Ichiro Ozawa: ’Wily, Machiavellian, amoral’
Japan, it seems, it set to dump its prime minister. You’d be forgiven for feeling a sense of déjà vu. If scandal-tainted power broker Ichiro Ozawa knocks off Naoto Kan in a challenge for the leadership of the ruling Democratic Party of Japan (DPJ) on Sept. 14, he’ll become the country’s third leader in 12 months. Kan has been in office for all of 90 days. His predecessor, Yukio Hatoyama, who decamped, as he explained, because a “little bird” told him it was time, lasted less than nine months. Indeed, Japan has seen six leaders in four years, its spin-cycle politics spitting out new prime ministers with frightening speed.
“Although I am unworthy, I have decided to run in the leadership election,” Ozawa said last month, announcing his intent. Few pundits disagree. “He’s a wily, Machiavellian, amoral player—and he knows where all the bodies are hidden,” says former Canadian ambassador to Japan Joseph Caron. Three months ago, the 68-year-old veteran power broker was forced out as the DPJ’s secretary-general, the party’s No. 2 position, because of his links to a campaign funding scandal for which he may still face indictment.
Nevertheless, he’s also an ideas man, says Stanford University’s Daniel Sneider. Ozawa wrote one of the most interesting books about the country’s future direction: Blueprint for a New Japan, which offers a “serious, programmatic” vision for the country. And he’s decisive—a quality the country is aching for after a rudderless half-decade. “The downside is: people don’t like him,” says Sneider. “It’s a crippling problem.”
Four in five Japanese don’t want Ozawa having any political influence, according to a recent poll for the newspaper Yomiuri Shimbun. When asked to choose between him and Kan, three in four opted for the latter. But Japanese politics have long been divorced from the people politicians set out to serve, says Caron: “The parties are not democratic—the leaders aren’t elected by party members,” but by sitting MPs. Currently, both Kan and Ozawa each have the support of roughly 160 of the 412 Diet members. The race, say analysts, is too close to call.
Ozawa, known as the “Shadow Shogun,” was cast into the wilderness by the Kan slate, but smelled blood after Kan’s disastrous showing in upper house elections in July. “Kan went to war, but couldn’t finish the job,” says Sneider—he “didn’t prove any more capable of leading the party, or government.” The feud, which is casting a shadow over Japan’s stalled economy and delaying crucial policy decisions, carries real risks for the country, says Caron, who spent 17 years in Japan, and recently joined the Vancouver-based Asia Pacific Foundation as a distinguished fellow. And an ugly fight, he says, could irrevocably split the DPJ, which has been governing without a majority since this summer’s elections. The endless shuffle has, meanwhile, guaranteed Japan virtual anonymity on the world stage. Brazil’s President Luiz Inácio Lula da Silva struggled mightily when trying to remember the name of Japan’s prime minister in a recent speech. “You say ‘good morning’ to one prime minister, and ‘good afternoon’ to a different one,” Lula said with a shrug.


## Directions for this task
Only the pictures stay out; every record is to be quoted exactly.

## Stored data entries
______________________________

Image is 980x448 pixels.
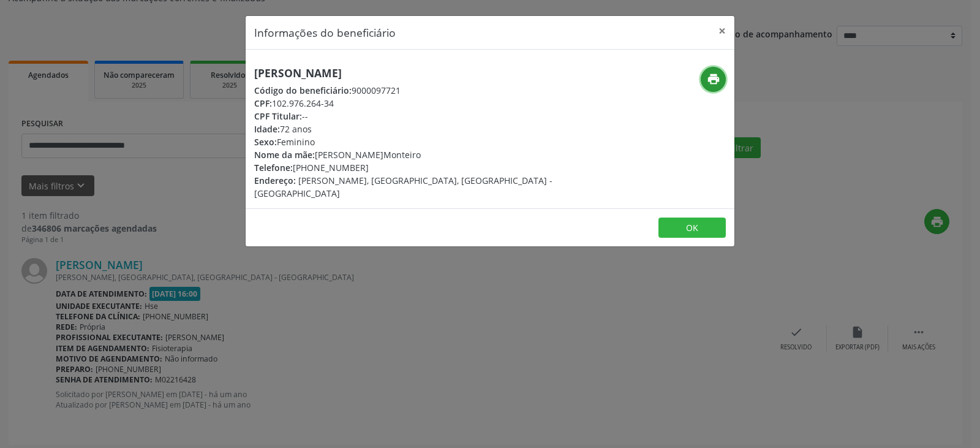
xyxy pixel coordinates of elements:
[254,97,563,110] div: 102.976.264-34
[254,148,563,161] div: [PERSON_NAME]Monteiro
[254,123,563,135] div: 72 anos
[659,218,726,238] button: OK
[254,161,563,174] div: [PHONE_NUMBER]
[254,110,302,122] span: CPF Titular:
[254,162,293,173] span: Telefone:
[254,123,280,135] span: Idade:
[254,136,277,148] span: Sexo:
[254,24,395,40] h5: Informações do beneficiário
[254,174,552,199] span: [PERSON_NAME], [GEOGRAPHIC_DATA], [GEOGRAPHIC_DATA] - [GEOGRAPHIC_DATA]
[254,85,352,96] span: Código do beneficiário:
[254,84,563,97] div: 9000097721
[254,149,315,160] span: Nome da mãe:
[254,135,563,148] div: Feminino
[254,174,296,186] span: Endereço:
[254,98,272,109] span: CPF:
[254,67,563,79] h5: [PERSON_NAME]
[707,72,720,86] i: print
[710,16,734,46] button: Close
[254,110,563,123] div: --
[700,67,726,92] button: print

______________________________

## Task solution
Image is 980x448 pixels.
xyxy pixel coordinates of elements:
[254,97,563,110] div: 102.976.264-34
[254,148,563,161] div: [PERSON_NAME]Monteiro
[254,123,563,135] div: 72 anos
[659,218,726,238] button: OK
[254,161,563,174] div: [PHONE_NUMBER]
[254,110,302,122] span: CPF Titular:
[254,162,293,173] span: Telefone:
[254,123,280,135] span: Idade:
[254,136,277,148] span: Sexo:
[254,24,395,40] h5: Informações do beneficiário
[254,174,552,199] span: [PERSON_NAME], [GEOGRAPHIC_DATA], [GEOGRAPHIC_DATA] - [GEOGRAPHIC_DATA]
[254,85,352,96] span: Código do beneficiário:
[254,84,563,97] div: 9000097721
[254,149,315,160] span: Nome da mãe:
[254,135,563,148] div: Feminino
[254,174,296,186] span: Endereço:
[254,98,272,109] span: CPF:
[254,67,563,79] h5: [PERSON_NAME]
[707,72,720,86] i: print
[710,16,734,46] button: Close
[254,110,563,123] div: --
[700,67,726,92] button: print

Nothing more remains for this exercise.